Indeed, Living With The Law was produced by Malcolm Burn and engineered by Mark Howard, both Lanois protégés who had been involved with Acadie and other productions. But instead of applying the sound to established legends like Robbie Robertson and Bob Dylan, this time the recipient was somebody brand new on any scene. Chris Whitley was a good-looking kid with long hair who specialized in open tunings on National acoustic and occasional electric guitars, with a voice that flipped easily from growl to falsetto and back.

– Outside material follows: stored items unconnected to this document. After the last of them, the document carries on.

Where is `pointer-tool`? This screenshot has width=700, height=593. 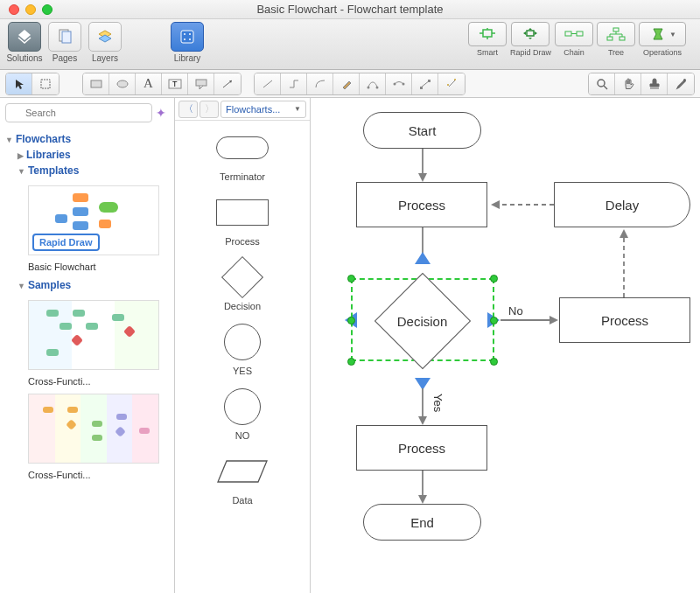
pointer-tool is located at coordinates (19, 84). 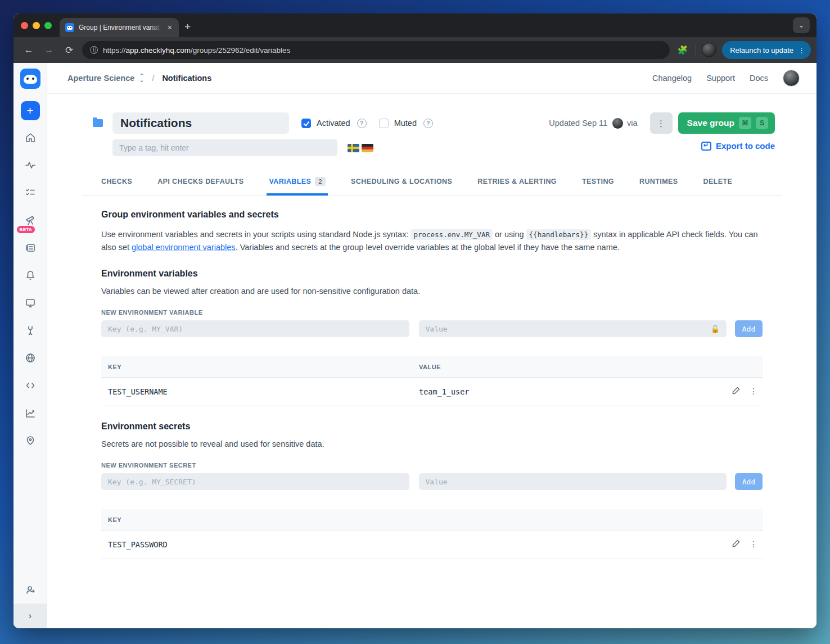 I want to click on sidebar-item-dashboards, so click(x=30, y=302).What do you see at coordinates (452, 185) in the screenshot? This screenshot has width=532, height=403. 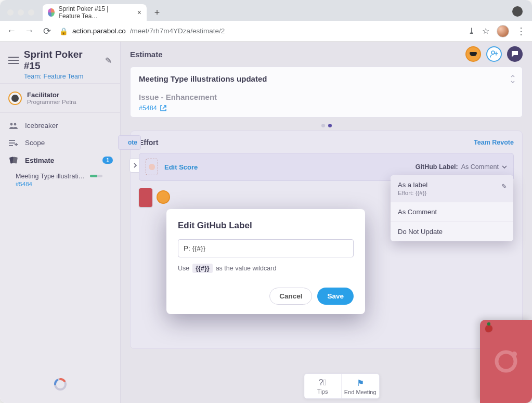 I see `menu-item-title: As a label` at bounding box center [452, 185].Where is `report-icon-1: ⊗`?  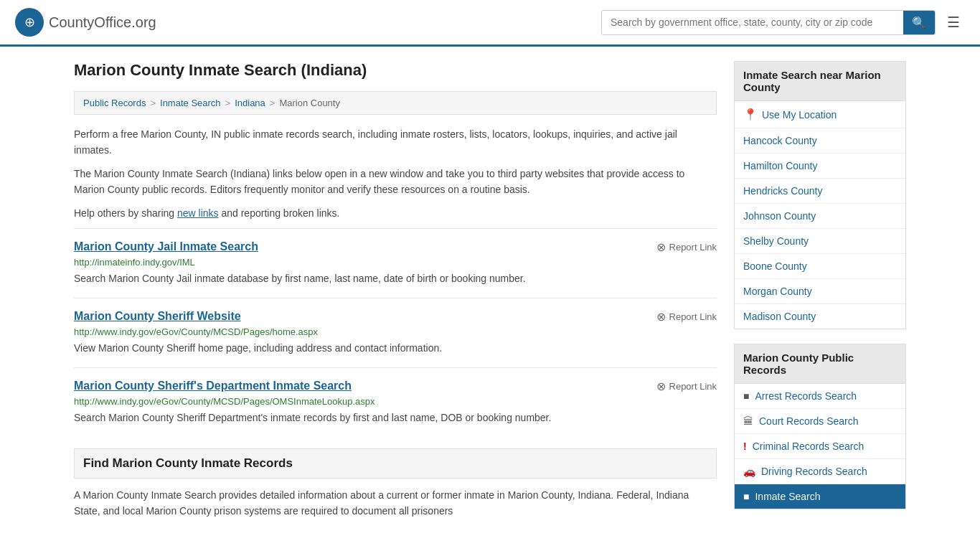
report-icon-1: ⊗ is located at coordinates (661, 247).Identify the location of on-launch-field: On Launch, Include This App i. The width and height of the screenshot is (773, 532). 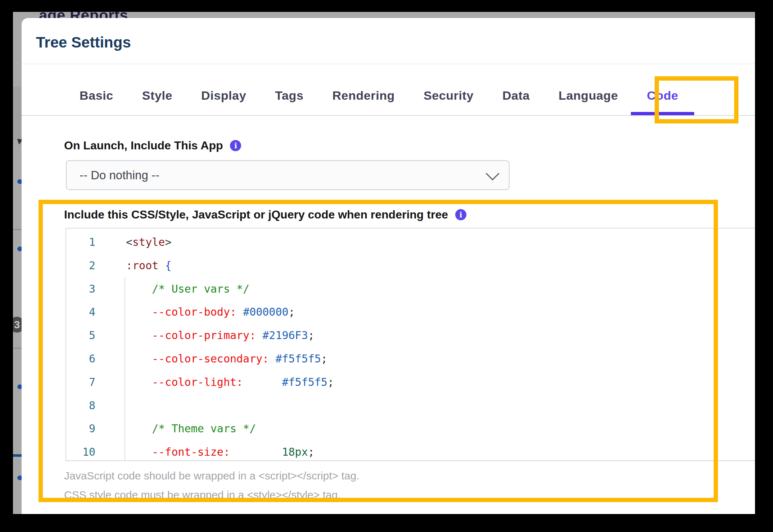
(153, 145).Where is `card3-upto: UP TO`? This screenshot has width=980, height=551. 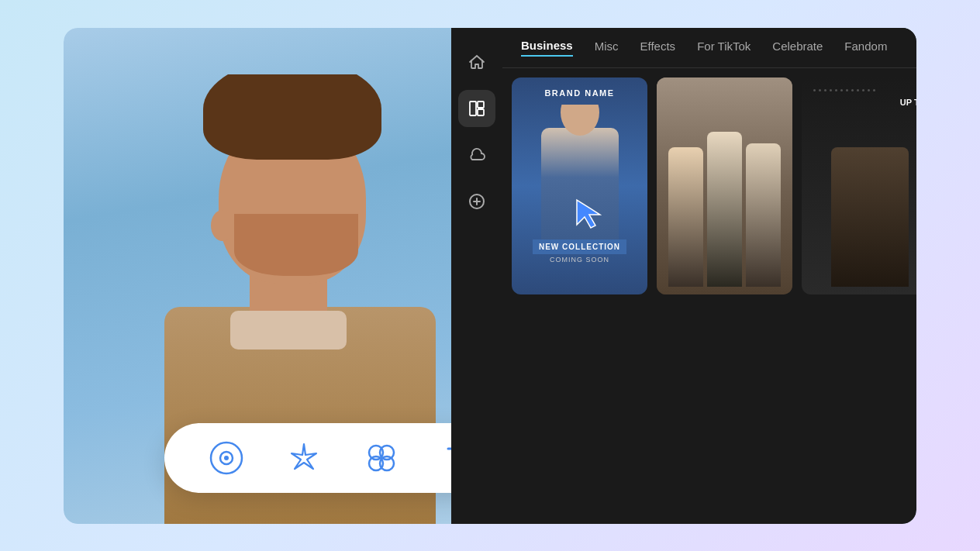 card3-upto: UP TO is located at coordinates (909, 102).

The rhythm section was the familiar Lanois crew of Daryl Johnson and Ronald Jones, with Bill Dillon adding the more straightforward guitar parts.
From the opening “Excerpt”—a few seconds of tuning up—the overall sound is dusty, wide open space, rooms with bare light bulbs, radios that go in and out of reception (used to good effect over the fade of “Dust Radio”). The titles say a lot: “Big Sky Country”, “Make The Dirt Stick”, “Bordertown”. “Phone Call From Leavenworth” is voice and guitar, as a prison ballad should be; “Look What Love Has Done” is an excellent display of his vocals. But while blues is the driver, the songs are catchy and cross genre; even the urgent “Kick The Stones” was used in the soundtrack of Thelma & Louise. “Poison Girl” is a wonderful rocker, but the best is still the defiant yet hurt “I Forget You Every Day”.
It took Chris Whitley a long time to do a follow-up, and by then he was all about distortion and sonic yowl. He would eventually get back to basics, but his bad health caught up with him, and he never quite followed on the commercial promise of Living With The Law. If only we could remember who it was that told us about the album in the first place.